The 1976 translation is more difficult to follow than the '50s selections, which makes me suspect that it meanders along the literal wanderlust of Scotus’s mind. The words tumble out and trip over each other as he tries to exhaust every scintilla of possibility from a speeding thought train. Look at this wonderful explosion (following Eastern church traditions, he often uses “It” to refer to God; God the Son – the Word – usually, but not consistently):

“The Maker of all, made in all, begins to be eternal and, though motionless, moves into everything and becomes all things in all things. Nor am I talking about the incarnation of the Word and Its becoming Man, but about the ineffable condescension of the Highest Good, which is Unity and Trinity, to things with being in order that they may have being or rather that It Itself may be in everything from the highest down, always eternal, always made by Itself in Itself, eternal by Itself, made in Itself; and while It is eternal, It does not cease to be made; and though made, It does not cease to be eternal, and makes Itself from Itself.”

Woo-ie! In some funny way this involuted ramble reminds me of another Irishman who spent much of his life in France – Samuel Beckett. Though maybe I’m nuts to think that.
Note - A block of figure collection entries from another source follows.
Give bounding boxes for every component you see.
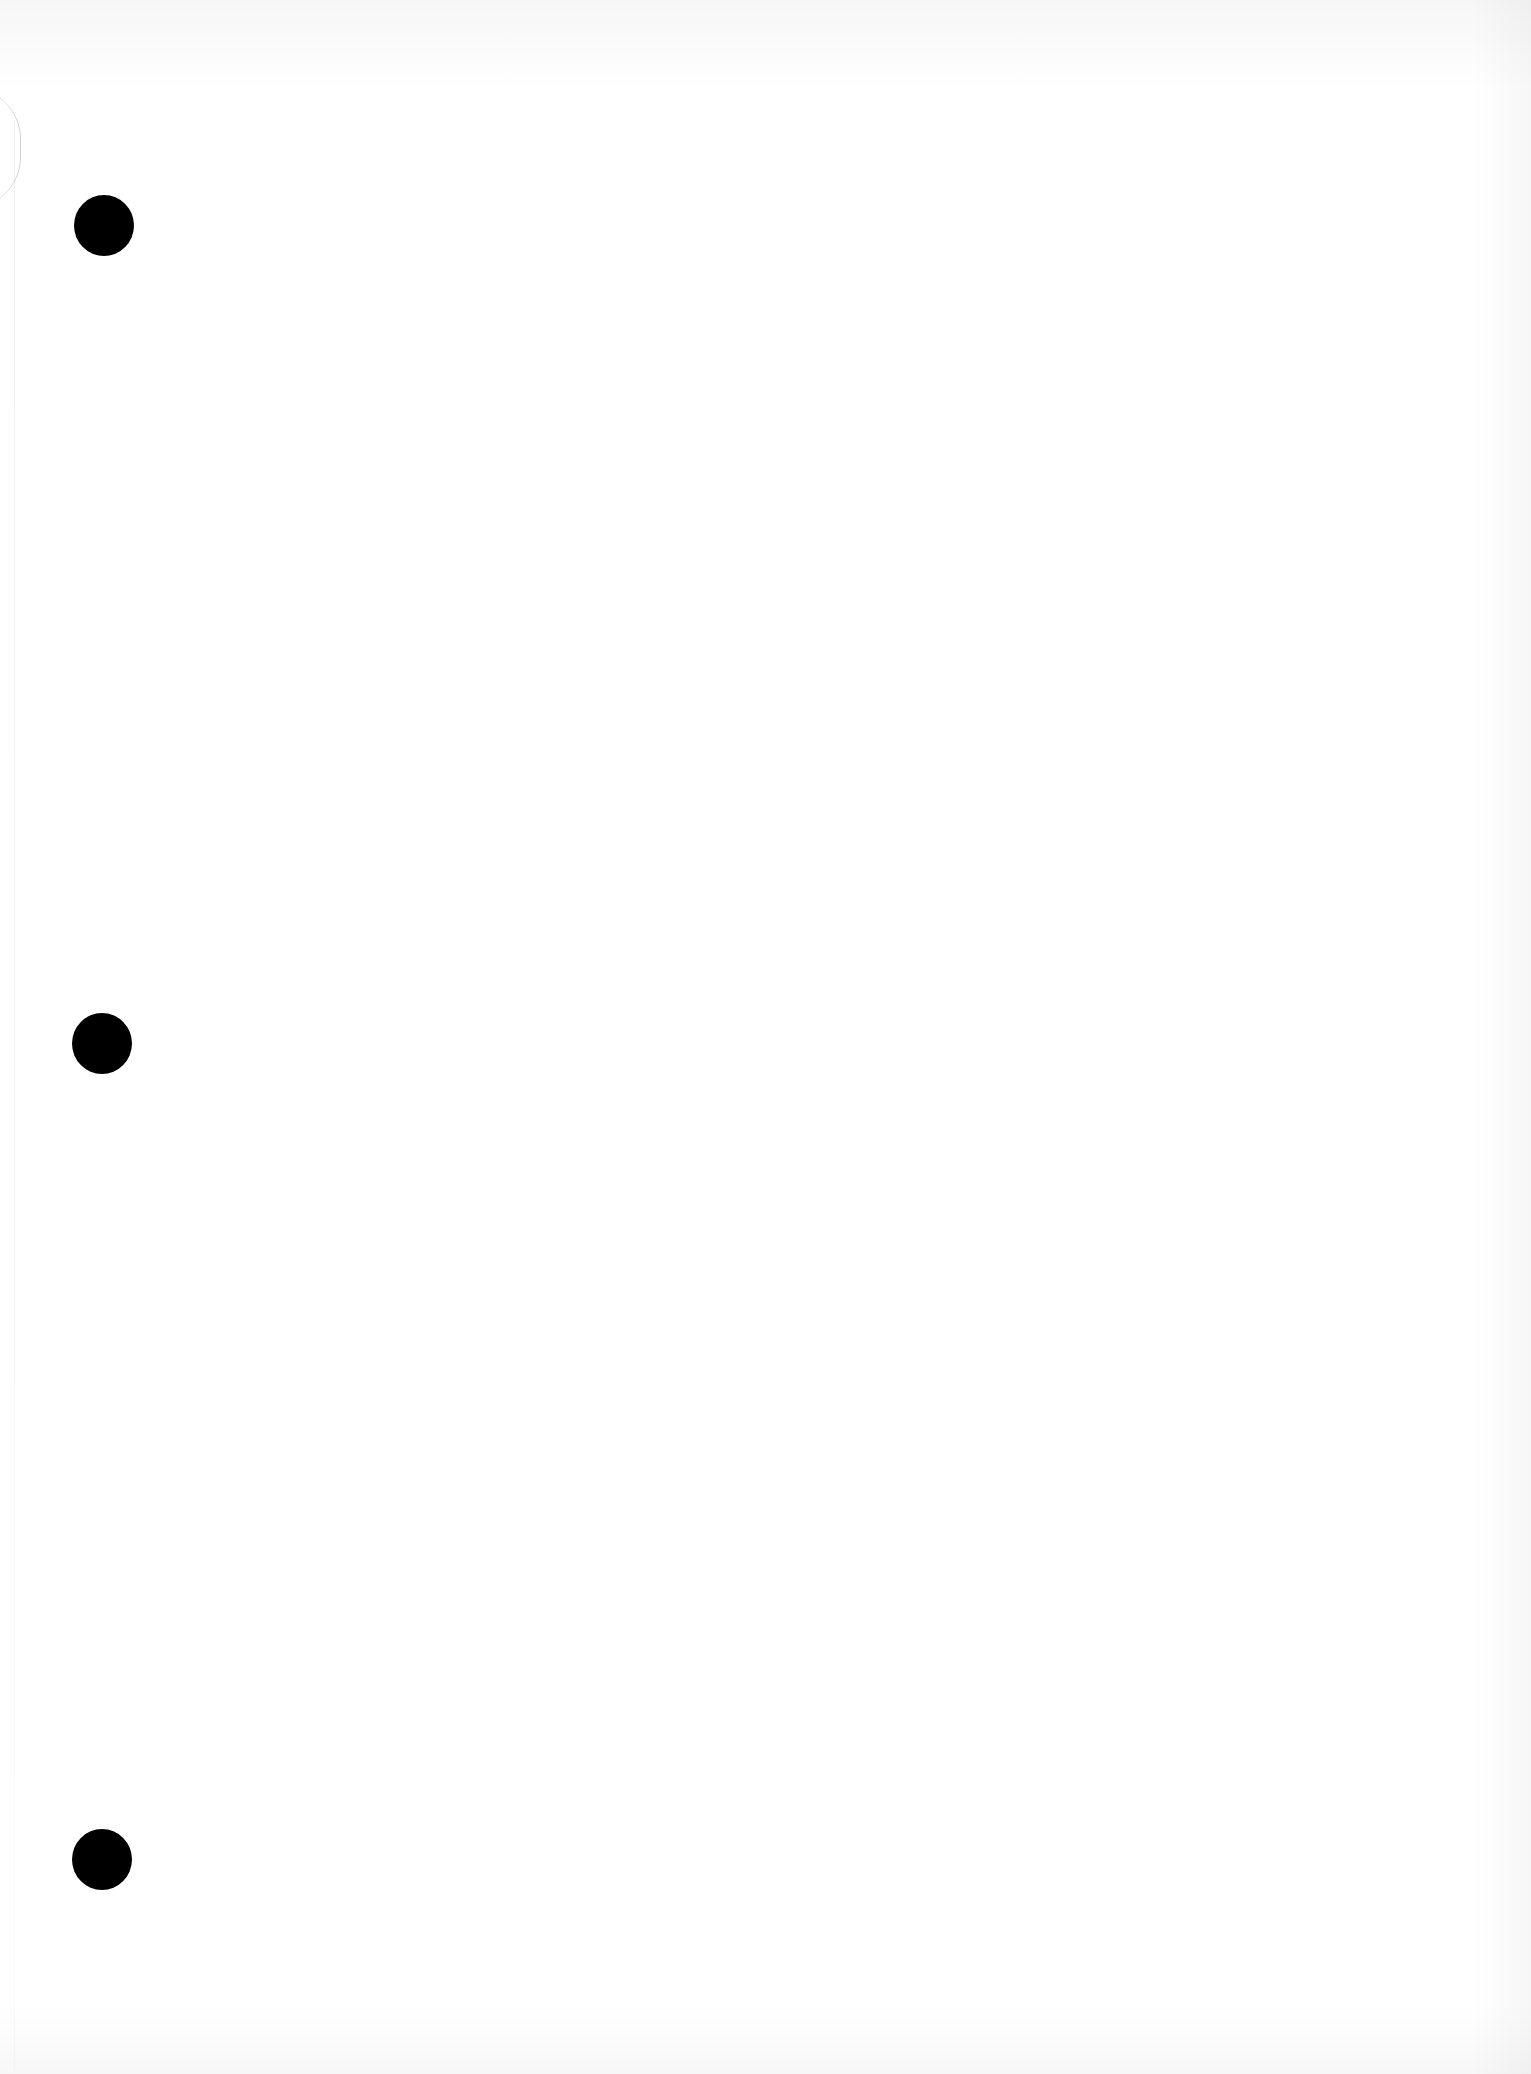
punch-hole-top [74, 195, 134, 256]
punch-hole-middle [72, 1013, 132, 1074]
punch-hole-bottom [72, 1829, 132, 1890]
blank-document-page [0, 0, 1531, 2074]
page-corner-curl [0, 88, 21, 208]
page-left-edge [14, 120, 15, 2070]
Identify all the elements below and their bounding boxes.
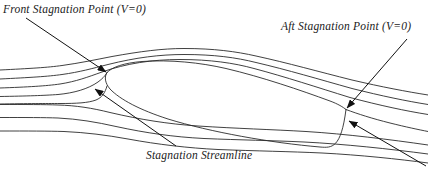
- streamline-body-lower-surface: [105, 73, 346, 148]
- aft-stagnation-point-label: Aft Stagnation Point (V=0): [281, 20, 411, 32]
- front-stagnation-point-label: Front Stagnation Point (V=0): [3, 3, 146, 15]
- streamline-upper-4: [0, 55, 428, 105]
- front-stagnation-leader-icon: [26, 18, 106, 72]
- aft-stagnation-leader-icon: [347, 39, 407, 108]
- stagnation-streamline-label: Stagnation Streamline: [146, 149, 252, 161]
- streamlines-group: [0, 49, 428, 164]
- streamline-upper-3: [0, 60, 428, 115]
- flow-diagram-figure: Front Stagnation Point (V=0) Aft Stagnat…: [0, 0, 428, 175]
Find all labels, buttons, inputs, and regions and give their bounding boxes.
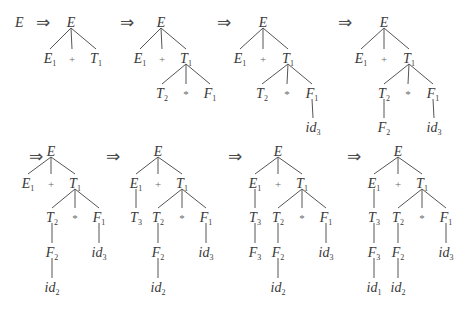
tree-edge [312, 99, 313, 118]
derives-arrow-icon: ⇒ [338, 12, 352, 32]
tree-edge [398, 189, 422, 208]
tree-node-star: * [72, 212, 78, 224]
tree-edge [278, 189, 302, 208]
tree-node-plus: + [381, 53, 387, 65]
tree-node-id3: id3 [427, 120, 442, 137]
tree-node-plus: + [275, 178, 281, 190]
tree-edge [361, 28, 384, 49]
tree-edge [408, 64, 409, 84]
tree-node-e1: E1 [354, 51, 368, 68]
tree-node-star: * [405, 88, 411, 100]
tree-node-f1: F1 [439, 210, 453, 227]
tree-edge [262, 64, 288, 84]
tree-node-f2: F2 [45, 245, 59, 262]
tree-node-t1: T1 [180, 51, 192, 68]
tree-node-f2: F2 [377, 120, 391, 137]
tree-node-t2: T2 [46, 210, 58, 227]
derives-arrow-icon: ⇒ [228, 146, 242, 166]
tree-edge [263, 28, 288, 49]
tree-edge [140, 28, 161, 49]
tree-edge [51, 157, 75, 174]
tree-node-f1: F1 [305, 86, 319, 103]
tree-node-star: * [183, 88, 189, 100]
parse-tree-8: EE1+T1T3T2*F1F3F2id3id1id2 [367, 144, 454, 297]
tree-node-e1: E1 [367, 176, 381, 193]
derives-arrow-icon: ⇒ [120, 12, 134, 32]
derives-arrow-icon: ⇒ [106, 146, 120, 166]
tree-node-t1: T1 [282, 51, 294, 68]
tree-edge [71, 28, 96, 49]
start-symbol: E [14, 15, 24, 30]
tree-node-e: E [66, 15, 76, 30]
tree-node-e: E [273, 144, 283, 159]
tree-node-id1: id1 [367, 280, 382, 297]
derives-arrow-icon: ⇒ [347, 146, 361, 166]
tree-edge [158, 189, 182, 208]
tree-node-t2: T2 [392, 210, 404, 227]
tree-edge [50, 28, 71, 49]
tree-node-t2: T2 [378, 86, 390, 103]
tree-node-star: * [419, 212, 425, 224]
tree-edge [287, 64, 288, 84]
tree-edge [433, 99, 434, 118]
tree-edge [240, 28, 263, 49]
derives-arrow-icon: ⇒ [36, 12, 50, 32]
tree-node-t2: T2 [272, 210, 284, 227]
tree-node-f1: F1 [426, 86, 440, 103]
tree-node-id3: id3 [92, 245, 107, 262]
tree-node-f1: F1 [203, 86, 217, 103]
tree-node-id3: id3 [306, 120, 321, 137]
tree-node-e: E [379, 15, 389, 30]
tree-node-e: E [46, 144, 56, 159]
tree-edge [398, 157, 422, 174]
tree-node-f1: F1 [92, 210, 106, 227]
tree-edge [161, 28, 162, 49]
tree-edge [384, 64, 409, 84]
parse-tree-4: EE1+T1T2*F1F2id3 [354, 15, 442, 137]
tree-node-e: E [393, 144, 403, 159]
parse-tree-6: EE1+T1T3T2*F1F2id3id2 [129, 144, 214, 297]
tree-node-plus: + [159, 53, 165, 65]
parse-tree-5: EE1+T1T2*F1F2id3id2 [21, 144, 107, 297]
tree-node-t2: T2 [152, 210, 164, 227]
tree-node-id2: id2 [271, 280, 286, 297]
tree-node-id3: id3 [439, 245, 454, 262]
tree-node-t3: T3 [130, 210, 142, 227]
tree-node-e1: E1 [43, 51, 57, 68]
tree-node-f2: F2 [151, 245, 165, 262]
derives-arrow-icon: ⇒ [29, 146, 43, 166]
tree-node-f2: F2 [271, 245, 285, 262]
parse-tree-1: EE1+T1 [43, 15, 102, 68]
tree-edge [158, 157, 182, 174]
parse-tree-3: EE1+T1T2*F1id3 [233, 15, 321, 137]
tree-node-t3: T3 [368, 210, 380, 227]
tree-node-e: E [258, 15, 268, 30]
tree-node-e: E [153, 144, 163, 159]
tree-node-t1: T1 [416, 176, 428, 193]
tree-node-t2: T2 [256, 86, 268, 103]
tree-node-e1: E1 [21, 176, 35, 193]
tree-node-f1: F1 [319, 210, 333, 227]
parse-tree-2: EE1+T1T2*F1 [133, 15, 217, 103]
tree-node-f3: F3 [248, 245, 262, 262]
tree-node-id3: id3 [319, 245, 334, 262]
tree-node-id2: id2 [391, 280, 406, 297]
tree-node-star: * [284, 88, 290, 100]
tree-node-t1: T1 [296, 176, 308, 193]
tree-node-e1: E1 [233, 51, 247, 68]
tree-node-plus: + [260, 53, 266, 65]
tree-node-t1: T1 [69, 176, 81, 193]
tree-node-plus: + [48, 178, 54, 190]
tree-edge [161, 28, 186, 49]
tree-node-f2: F2 [391, 245, 405, 262]
tree-node-t1: T1 [176, 176, 188, 193]
tree-node-e1: E1 [133, 51, 147, 68]
tree-node-e1: E1 [248, 176, 262, 193]
tree-node-id3: id3 [199, 245, 214, 262]
tree-node-e: E [156, 15, 166, 30]
tree-node-t1: T1 [403, 51, 415, 68]
tree-edge [384, 28, 409, 49]
tree-node-plus: + [69, 53, 75, 65]
tree-edge [71, 28, 72, 49]
tree-edge [162, 64, 186, 84]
Much of Scotus’s writing seems like muck on the first reading (or second or third), but in most cases there’s actually a clear, lovely through-line, often a pretty amazing one.

So, for instance, in the quote above, God creates Himself and all else continually, and creation as we know it had no physical, temporal start but has always existed in God’s mind. All of creation is in God, all is God, there is nothing but God. Man is in and of God – is God in that sense. At the ultimate level, both Man’s soul and God exhibit unity and simplicity; Like God, in our spirit, we have no parts, no divisions.

Scotus was declared a heretic at one point for being thought a pantheist, something he would have denied. His arguments are much more subtle that that.

There’s also a mystical side to him with an Asian slant:

Of God: “It is Form; It is not Form. It is Formlessness; It is not Formlessness.” This is next door neighbor to the Buddhist “form is emptiness, emptiness is form.”

Scotus is a firm believer that all nature is cyclical – for which he gives endless examples – and that mankind will return to God and blessedness as a matter of course.

Some of his expoundings on God and the universe would fit well with modern cosmology. The closest cosmologists have come to “explaining” why there is a universe, rather than just nothing, is that particles spontaneously pop into existence and wink out again. Basically, there can’t be “nothing”; it must manifest as “something.” Scotus says pretty much the same thing in his discussions of cycles and of God’s continually creating all, including Himself. Throughout creation, something and nothing roll over each other like puppies.

There’s more, lots more, and much of it mind-numbing if you’re not wedded to the history of Western theology. But Scotus – working in the Dark Ages, multi-lingual and multi-scriptoral at a time when European kings were illiterate – was centuries ahead of his time in many of his arguments.

What do they amount to in the end, these colossal edifices of something or other?

Hell, what does anything we do amount to in the end?